A review by livbarry
Moby Dyke: An Obsessive Quest To Hunt Down The Last Remaining Lesbian Bars In America by Krista Burton

inspiring reflective medium-paced

2.0

“I used to run a blog” ….. yes Lena Dunham incarnate, we could tell.

I don’t even know where to begin. To start with the good: I thought that the passages about the author and her mother were profound and really beautiful. Grief is almost always striking to me, and this was no different. As someone raised Catholic, religious extremism and being LGBTQ+ will never not interest me as a writing topic. However, this was one of the very few compelling moments. I also quite enjoyed the conclusion - lesbian bars are necessary, and are thus spreading - but I think anymore with a brain who undertook this project could’ve come to the same conclusion.

The author almost seemed like a social recluse with how out of touch she was with modern LGBTQ+ audiences, to be honest. She chalks this up to COVID, but that’s not much of an excuse when her prose reads as if she is a terminally online, judgmental millennial who constantly gets into petty discourse. The judgment present took me aback; I didn’t expect this to me a travel book/memoir from its marketing, and none of the memoirs I’ve ever read have had this severe judgment passed against TOTAL STRANGERS present simply because she surrounded herself with people who treated her poorly. I don’t even know where to begin in this regard… every instance became more egregious than the next….assuming a random person in community with the owners of a black establishment would say the n-word… assuming any masculine person would automatically be “femmephobic” (venmo me $15 to know what my real thoughts on that are, because I will not be publishing that for free on the internet)… the TWO PARAGRAPHS dedicated to “pin gays” (??????!?!??). I am astounded how this passed through an editor. Eventually, her assumptions about ’ racism and biphobia eventually just reads as if she is the one who actually believes those things. I won’t go into any real detail about this publicly (I’ll gladly discuss if I actually know you), but her perception of identity is somehow lesphobic, biphobic, and transphobic at the same time.
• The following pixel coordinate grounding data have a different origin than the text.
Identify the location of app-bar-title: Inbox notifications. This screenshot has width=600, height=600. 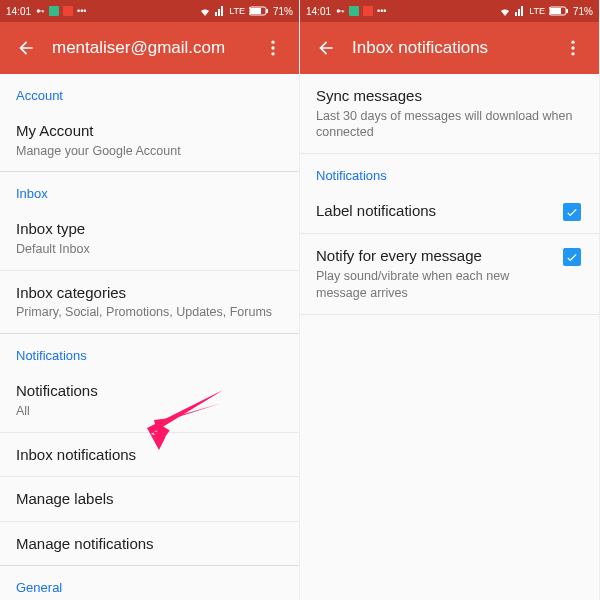
(450, 48).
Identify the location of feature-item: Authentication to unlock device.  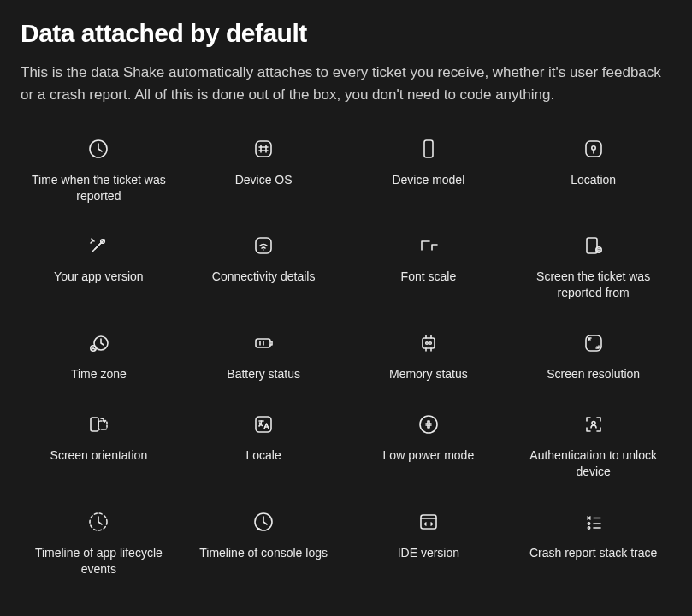
(594, 446).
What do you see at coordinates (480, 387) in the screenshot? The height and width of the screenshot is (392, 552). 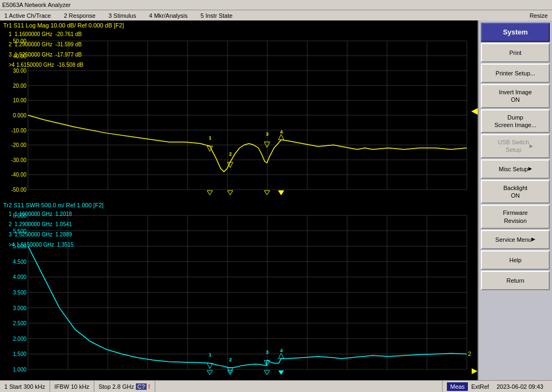 I see `status-extref: ExtRef` at bounding box center [480, 387].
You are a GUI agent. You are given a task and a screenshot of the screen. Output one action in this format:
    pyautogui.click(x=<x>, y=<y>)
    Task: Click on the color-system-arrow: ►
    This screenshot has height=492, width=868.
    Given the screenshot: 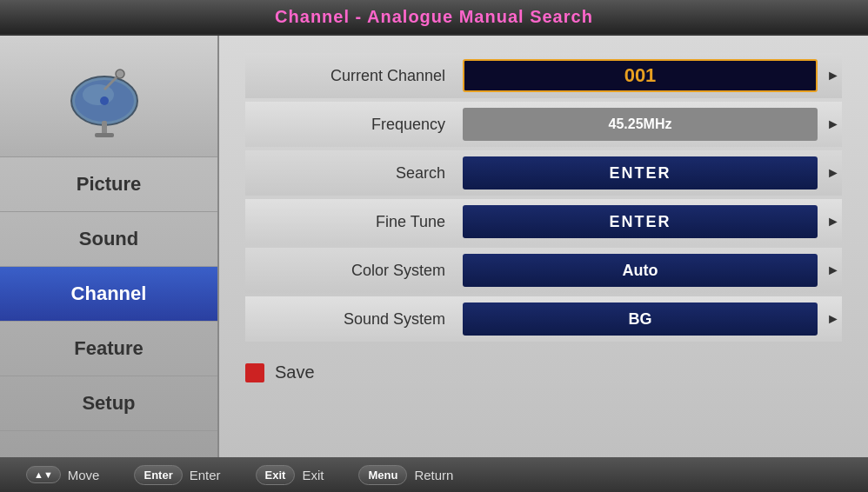 What is the action you would take?
    pyautogui.click(x=833, y=270)
    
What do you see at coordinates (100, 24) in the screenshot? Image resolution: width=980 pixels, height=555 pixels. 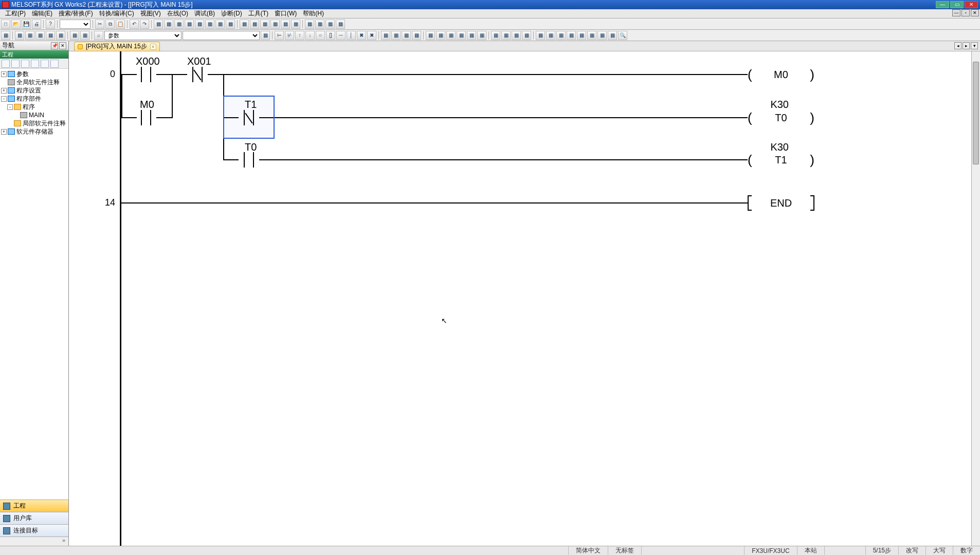 I see `tb-cut-icon: ✂` at bounding box center [100, 24].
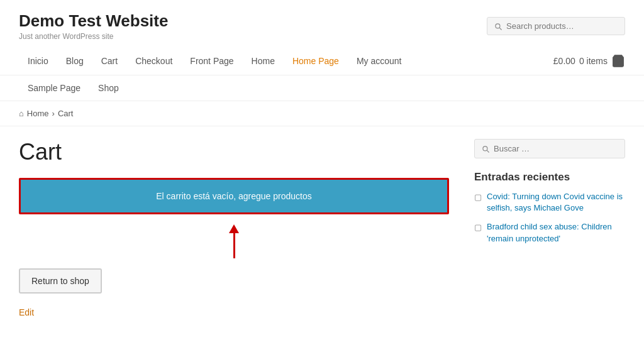 The height and width of the screenshot is (357, 644). I want to click on search-icon, so click(498, 26).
It is exhausting to read this brand of millennial’s thoughts on anything, let alone when this book is  marketed as JOURNALISTIC NONFICTION. As a journalist, there are only so many times I can read about someone lamenting their fear of approaching strangers before I just get intensely BORED. Find some new material. Please. Write a memoir! Keep publishing your blog! For the sake of all journalists - TELL YOUR PUBLISHERS TO STOP ADVERTISING THIS AS INFORMATIONAL!!!!!!